The Strange Bond Between Adolf Hitler and Charles Lindbergh

July 7, 2024
Adolf Hitler and Charles Lindbergh

On May 20, 1927, Charles Lindbergh took off from Roosevelt Field on Long Island, New York, aboard the Spirit of St. Louis on his historic non-stop solo flight to France. Thirty-three and a half hours later he became the first person to successfully complete the non-stop trans-Atlantic flight and was awarded the Orteig Prize of $25,000. Four prior attempts by other aviators resulted in the loss of six lives, yet Lindbergh persisted in his effort to do it solo and in a single-engine airplane. His achievement made him an American hero. He was hailed at a level beyond anything the world had ever seen.

Tragedy struck Lindbergh and his new wife, Ann Morrow Lindbergh on March 1, 1932, when their first-born child went missing. The child’s body was found weeks later. The investigation into the kidnapping and death of the Lindbergh baby resulted in the conviction and subsequent execution of Bruno Hauptmann, a German-born carpenter who was accused of the kidnapping. The Lindbergh family left America and moved to Europe.

German Fuhrer and Nazi leader Adolf Hitler

In Germany, Adolf Hiltler began his quest for power a mere 72 days after Lindbergh’s trans-Atlantic flight, when the Nazis gathered at a party convention in Nuremberg and Hitler stated that the German people “want a leadership in which it can believe, and nothing more.”

On January 30, 1933, Adolf Hitler was appointed chancellor of Germany. By May of that year, the public burning of books written by Jews was ordered. 

In 1938, Lindbergh was dining in Germany with several distinguished guests including German Air Minister Hermann Goering. Goering presented Lindbergh with the Service Cross of the German Eagle – an honor which had previously been bestowed upon Henry Ford and IBM Chairman, Thomas Watson.

As a result, Lindbergh was accused by many to be a Nazi sympathizer. This opinion became wide-spread when Lindbergh delivered his America First speech in Des Moines, Iowa on September 11, 1941.

In his speech called Who are the War Aggressors?  Lindbergh said, ”the Roosevelt administration, the British “race,” and the “Jewish race” were pushing America towards war.” The speech could have been delivered by Hitler, its message of anti-Semitism was that appalling to the American people. From where, the American people wondered, had Lindbergh’s opinions gestated?

In her book, Suspect No. 1, The Man Who Got Away, Lise Pearlman provides some clues. Her research led her to make a remarkable claim – Lindbergh, like Hitler, believed in eugenics. Both men adhered to this principle which aimed at improving the genetic quality of human populations through selective breeding and controlled reproduction, and the elimination of undesirables from the gene pool. 

Hitler termed it ‘Herrenrasse’, a Master Race, which he thought of as an Aryan race made up of the descendants of Nordic Europeans. The Nazis declared Aryans as being superior to all other races. The Nazis actually created a certificate designated as the Aryan Certificate to be issued to those that met the criteria outlined in a document they implemented. The SlavsRoma, and Jews were defined as being racially inferior and non-Aryan “Untermenschen“, and were thus considered to be a danger to the Aryan or Germanic master race. This became the platform for the hate and exclusion of Jews in Eastern Europe and quickly led to Hitler’s so-called Final Solution, the extermination of Jews, the Holocaust.

Lise Pearlman did a deep dive into the key evidence of the Lindbergh baby kidnapping. After intense scrutiny of forensic evidence and background evidence on Charles Lindbergh, Pearlman presents a solid thesis that Bruno Hauptmann was not guilty of the kidnapping and death of Charles Lindbergh, Jr. Rather it was Charles Lindbergh himself who was responsible. 

Pearlman’s conjecture? Charles was convinced that his sickly son was likely never to be a magnificent specimen of a man. The child appears to have been afflicted with a rickets-like condition that affected the development of his bones, along with other conditions that made the lad fall far short of Lindbergh’s expectations for his progeny. In the end, it was Lindbergh’s allegiance to the theory of eugenics that led him, as it did Adolf Hitler, to his own Final Solution.

Conjecture may be too severe a term given the exhaustive research done by Pearlman. She carefully annotates her findings in her nearly 600-page book. It is always difficult to deconstruct one’s thoughts about a hero such as Lindbergh, but long-held beliefs in the face of thoroughly researched forensic evidence may, in the end, be dissolved.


● The task
Please report each line of the data below that contains "dysplasia".

Extracted information below:

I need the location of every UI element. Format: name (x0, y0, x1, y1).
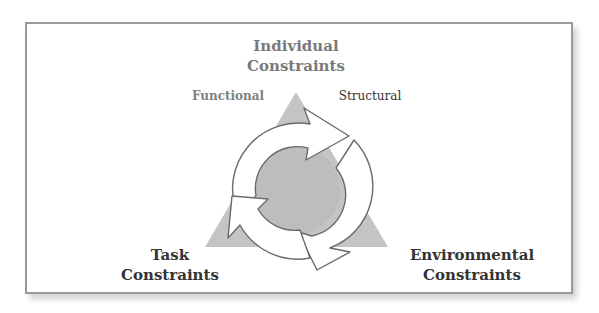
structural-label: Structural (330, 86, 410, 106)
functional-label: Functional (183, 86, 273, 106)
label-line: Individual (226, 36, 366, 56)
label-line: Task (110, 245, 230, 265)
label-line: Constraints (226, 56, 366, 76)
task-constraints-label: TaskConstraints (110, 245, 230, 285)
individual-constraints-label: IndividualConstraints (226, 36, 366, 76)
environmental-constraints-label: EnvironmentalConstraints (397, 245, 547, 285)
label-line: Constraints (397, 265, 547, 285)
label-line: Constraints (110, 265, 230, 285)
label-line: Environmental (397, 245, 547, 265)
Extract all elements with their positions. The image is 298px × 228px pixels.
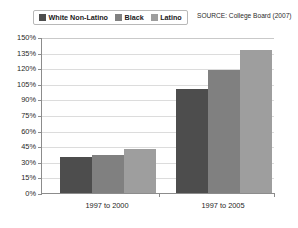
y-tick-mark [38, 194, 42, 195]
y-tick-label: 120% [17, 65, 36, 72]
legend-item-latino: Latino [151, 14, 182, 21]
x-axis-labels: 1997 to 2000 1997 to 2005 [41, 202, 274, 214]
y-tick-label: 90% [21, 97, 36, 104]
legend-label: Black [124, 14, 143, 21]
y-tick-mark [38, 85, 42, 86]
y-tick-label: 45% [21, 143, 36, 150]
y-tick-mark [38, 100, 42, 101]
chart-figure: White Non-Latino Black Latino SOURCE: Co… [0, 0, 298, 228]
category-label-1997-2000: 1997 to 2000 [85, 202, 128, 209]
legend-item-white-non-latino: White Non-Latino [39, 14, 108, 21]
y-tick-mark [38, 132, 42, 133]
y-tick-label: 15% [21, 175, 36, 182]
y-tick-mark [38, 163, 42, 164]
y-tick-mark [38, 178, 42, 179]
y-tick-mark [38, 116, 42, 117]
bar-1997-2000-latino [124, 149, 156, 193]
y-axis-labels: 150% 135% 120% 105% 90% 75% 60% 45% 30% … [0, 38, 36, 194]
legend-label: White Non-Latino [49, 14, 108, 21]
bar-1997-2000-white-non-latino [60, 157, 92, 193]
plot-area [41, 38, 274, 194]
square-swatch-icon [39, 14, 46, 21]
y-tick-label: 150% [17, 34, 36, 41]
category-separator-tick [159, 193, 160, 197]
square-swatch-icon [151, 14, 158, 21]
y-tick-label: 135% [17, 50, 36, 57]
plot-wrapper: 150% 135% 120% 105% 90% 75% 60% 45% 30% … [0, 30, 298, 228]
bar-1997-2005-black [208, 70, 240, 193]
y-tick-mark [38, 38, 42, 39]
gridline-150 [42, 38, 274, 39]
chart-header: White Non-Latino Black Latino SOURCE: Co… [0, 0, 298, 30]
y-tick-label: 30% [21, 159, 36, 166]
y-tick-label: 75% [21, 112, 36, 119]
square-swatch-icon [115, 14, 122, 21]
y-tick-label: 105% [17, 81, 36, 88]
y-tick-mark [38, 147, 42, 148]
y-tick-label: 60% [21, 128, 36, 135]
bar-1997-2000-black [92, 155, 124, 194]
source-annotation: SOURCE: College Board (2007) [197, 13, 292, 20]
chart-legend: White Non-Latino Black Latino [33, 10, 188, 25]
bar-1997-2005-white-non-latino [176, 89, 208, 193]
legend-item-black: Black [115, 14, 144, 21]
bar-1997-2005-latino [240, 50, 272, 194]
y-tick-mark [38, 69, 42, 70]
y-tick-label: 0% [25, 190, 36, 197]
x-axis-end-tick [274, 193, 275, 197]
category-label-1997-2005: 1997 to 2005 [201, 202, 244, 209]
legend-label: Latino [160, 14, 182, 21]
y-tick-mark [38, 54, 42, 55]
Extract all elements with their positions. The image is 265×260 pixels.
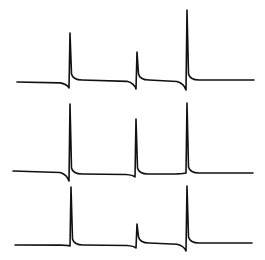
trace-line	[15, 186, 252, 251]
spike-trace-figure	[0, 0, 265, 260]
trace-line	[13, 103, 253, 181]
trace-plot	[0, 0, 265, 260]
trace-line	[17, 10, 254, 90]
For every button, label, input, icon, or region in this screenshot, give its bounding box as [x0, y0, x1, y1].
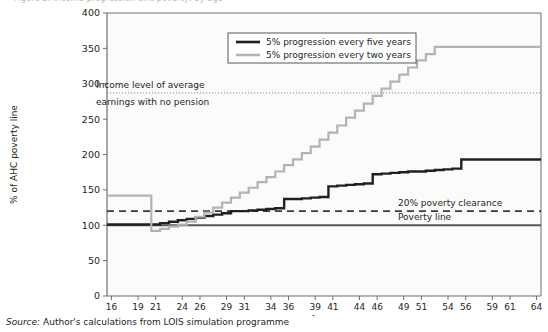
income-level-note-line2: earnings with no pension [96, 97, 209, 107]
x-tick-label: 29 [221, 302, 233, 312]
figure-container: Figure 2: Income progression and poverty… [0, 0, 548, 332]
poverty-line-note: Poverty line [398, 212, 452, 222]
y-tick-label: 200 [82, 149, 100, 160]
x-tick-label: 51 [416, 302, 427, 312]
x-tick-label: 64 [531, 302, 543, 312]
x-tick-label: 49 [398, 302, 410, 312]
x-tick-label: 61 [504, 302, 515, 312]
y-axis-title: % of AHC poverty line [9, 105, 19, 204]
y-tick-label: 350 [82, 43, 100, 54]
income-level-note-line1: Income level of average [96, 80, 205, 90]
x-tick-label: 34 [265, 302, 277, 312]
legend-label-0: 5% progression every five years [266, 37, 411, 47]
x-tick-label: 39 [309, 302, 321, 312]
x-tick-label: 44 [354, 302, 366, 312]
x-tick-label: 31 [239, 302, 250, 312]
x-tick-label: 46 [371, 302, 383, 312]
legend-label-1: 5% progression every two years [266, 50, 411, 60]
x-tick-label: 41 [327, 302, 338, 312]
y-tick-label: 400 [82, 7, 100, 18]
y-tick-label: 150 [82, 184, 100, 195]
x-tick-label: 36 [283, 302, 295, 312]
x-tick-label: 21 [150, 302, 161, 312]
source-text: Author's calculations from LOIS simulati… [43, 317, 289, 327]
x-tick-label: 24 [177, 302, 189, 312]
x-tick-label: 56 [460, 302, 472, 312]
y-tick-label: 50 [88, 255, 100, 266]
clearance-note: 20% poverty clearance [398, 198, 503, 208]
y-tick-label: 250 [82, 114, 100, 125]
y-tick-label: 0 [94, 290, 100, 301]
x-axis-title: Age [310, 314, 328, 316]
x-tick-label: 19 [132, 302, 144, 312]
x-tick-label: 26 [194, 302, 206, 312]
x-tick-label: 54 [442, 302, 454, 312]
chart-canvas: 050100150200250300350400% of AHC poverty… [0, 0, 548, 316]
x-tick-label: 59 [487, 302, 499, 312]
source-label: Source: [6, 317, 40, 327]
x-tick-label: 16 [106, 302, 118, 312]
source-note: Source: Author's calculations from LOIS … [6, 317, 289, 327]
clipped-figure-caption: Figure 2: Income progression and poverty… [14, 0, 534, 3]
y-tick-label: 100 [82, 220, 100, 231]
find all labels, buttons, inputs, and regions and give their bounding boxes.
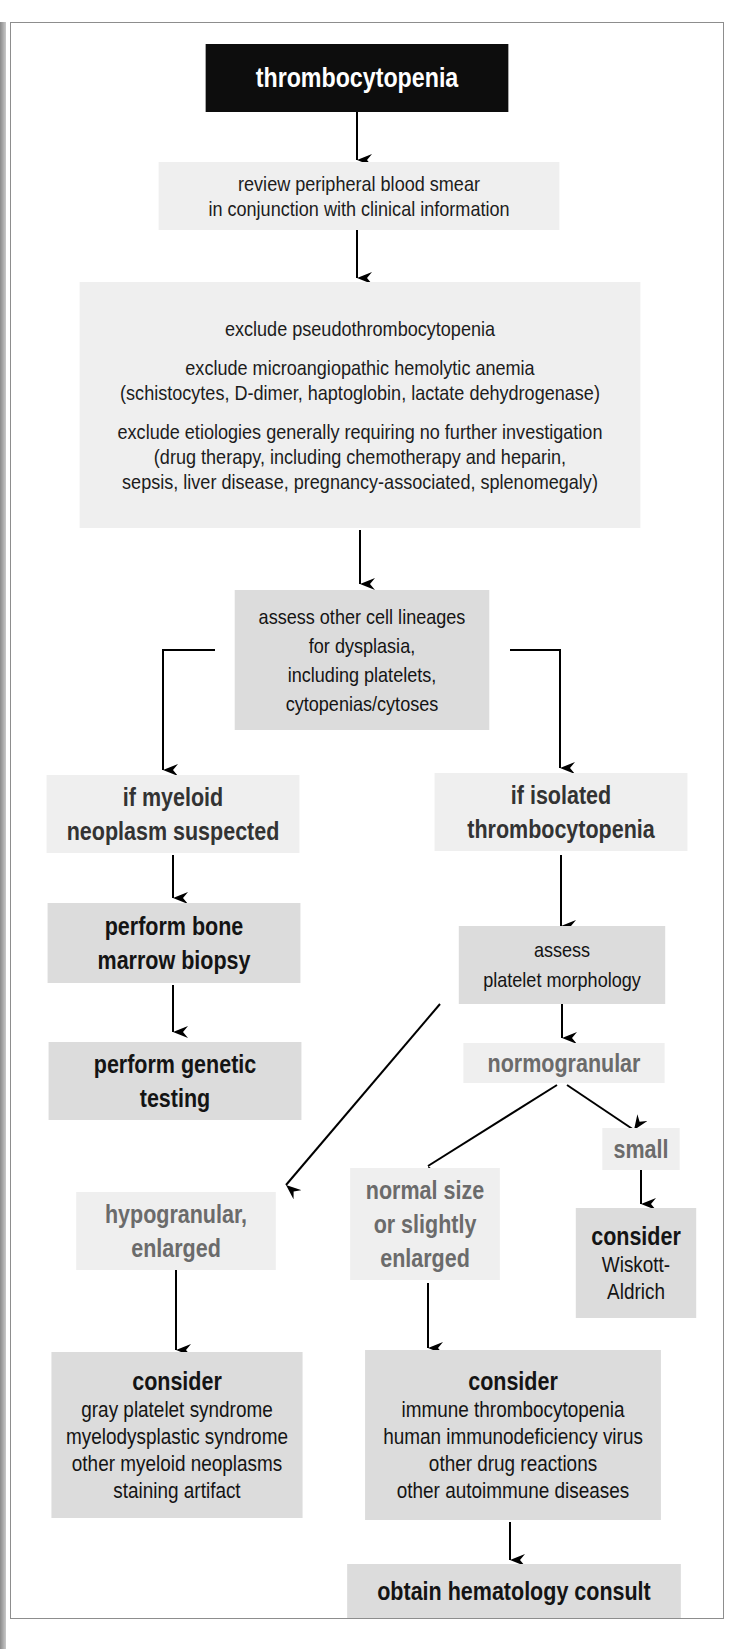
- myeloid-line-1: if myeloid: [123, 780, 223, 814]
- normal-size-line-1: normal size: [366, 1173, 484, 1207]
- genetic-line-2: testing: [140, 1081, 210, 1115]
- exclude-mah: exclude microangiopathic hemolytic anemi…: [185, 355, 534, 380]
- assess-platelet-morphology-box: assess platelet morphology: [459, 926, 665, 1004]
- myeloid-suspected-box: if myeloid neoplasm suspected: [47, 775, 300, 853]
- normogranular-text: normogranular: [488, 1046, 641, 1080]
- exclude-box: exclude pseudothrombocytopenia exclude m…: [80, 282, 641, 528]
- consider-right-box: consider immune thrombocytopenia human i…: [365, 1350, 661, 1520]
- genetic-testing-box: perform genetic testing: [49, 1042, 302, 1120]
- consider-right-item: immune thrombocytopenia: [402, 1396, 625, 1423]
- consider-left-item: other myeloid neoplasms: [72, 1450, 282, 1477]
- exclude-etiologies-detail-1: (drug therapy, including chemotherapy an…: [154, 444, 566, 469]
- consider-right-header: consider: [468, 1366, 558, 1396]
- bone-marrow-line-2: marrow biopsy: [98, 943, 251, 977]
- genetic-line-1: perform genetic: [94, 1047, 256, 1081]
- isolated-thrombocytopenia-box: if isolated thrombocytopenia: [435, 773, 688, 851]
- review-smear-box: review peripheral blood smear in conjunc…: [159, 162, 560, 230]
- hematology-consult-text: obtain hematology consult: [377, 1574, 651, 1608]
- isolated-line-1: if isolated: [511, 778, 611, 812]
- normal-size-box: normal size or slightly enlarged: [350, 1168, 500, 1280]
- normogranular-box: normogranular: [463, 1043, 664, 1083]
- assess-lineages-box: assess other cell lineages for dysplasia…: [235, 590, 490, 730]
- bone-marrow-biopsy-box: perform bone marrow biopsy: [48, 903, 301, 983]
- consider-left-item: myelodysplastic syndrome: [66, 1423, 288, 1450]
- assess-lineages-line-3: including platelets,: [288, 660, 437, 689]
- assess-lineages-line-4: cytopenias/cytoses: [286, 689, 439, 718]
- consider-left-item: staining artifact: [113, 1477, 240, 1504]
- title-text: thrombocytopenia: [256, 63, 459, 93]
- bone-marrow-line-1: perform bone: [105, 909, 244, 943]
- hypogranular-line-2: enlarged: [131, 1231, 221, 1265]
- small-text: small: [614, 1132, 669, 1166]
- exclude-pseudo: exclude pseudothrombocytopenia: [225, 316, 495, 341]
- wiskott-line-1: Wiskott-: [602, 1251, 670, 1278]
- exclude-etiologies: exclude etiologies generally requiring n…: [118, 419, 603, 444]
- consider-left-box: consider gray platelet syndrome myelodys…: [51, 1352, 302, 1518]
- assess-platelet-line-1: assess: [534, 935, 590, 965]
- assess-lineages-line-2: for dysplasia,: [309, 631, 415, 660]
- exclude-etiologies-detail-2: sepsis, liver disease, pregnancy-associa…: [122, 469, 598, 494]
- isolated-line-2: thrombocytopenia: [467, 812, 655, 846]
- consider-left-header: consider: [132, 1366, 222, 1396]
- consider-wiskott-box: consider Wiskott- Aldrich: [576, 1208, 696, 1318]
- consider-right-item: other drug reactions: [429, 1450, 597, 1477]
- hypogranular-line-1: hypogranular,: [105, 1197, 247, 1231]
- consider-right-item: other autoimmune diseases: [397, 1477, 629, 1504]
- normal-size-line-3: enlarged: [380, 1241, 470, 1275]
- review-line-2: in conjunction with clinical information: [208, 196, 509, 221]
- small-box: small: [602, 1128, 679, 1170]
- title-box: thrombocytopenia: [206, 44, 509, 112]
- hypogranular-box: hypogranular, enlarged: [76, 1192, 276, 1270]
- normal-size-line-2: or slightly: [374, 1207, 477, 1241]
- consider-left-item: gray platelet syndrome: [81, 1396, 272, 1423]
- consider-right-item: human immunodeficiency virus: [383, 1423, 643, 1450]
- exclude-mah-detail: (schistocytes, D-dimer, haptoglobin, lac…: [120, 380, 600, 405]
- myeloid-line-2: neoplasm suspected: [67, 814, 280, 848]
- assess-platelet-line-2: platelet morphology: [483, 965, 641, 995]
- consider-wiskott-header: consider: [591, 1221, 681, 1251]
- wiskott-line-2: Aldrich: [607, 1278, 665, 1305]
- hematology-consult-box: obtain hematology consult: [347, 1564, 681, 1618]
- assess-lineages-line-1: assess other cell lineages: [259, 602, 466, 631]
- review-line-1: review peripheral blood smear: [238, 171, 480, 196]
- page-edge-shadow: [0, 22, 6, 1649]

End of Extracted information.

● Expected answer
- assess-lineages-box: assess other cell lineages for dysplasia…: [235, 590, 490, 730]
- assess-lineages-line-2: for dysplasia,: [309, 631, 415, 660]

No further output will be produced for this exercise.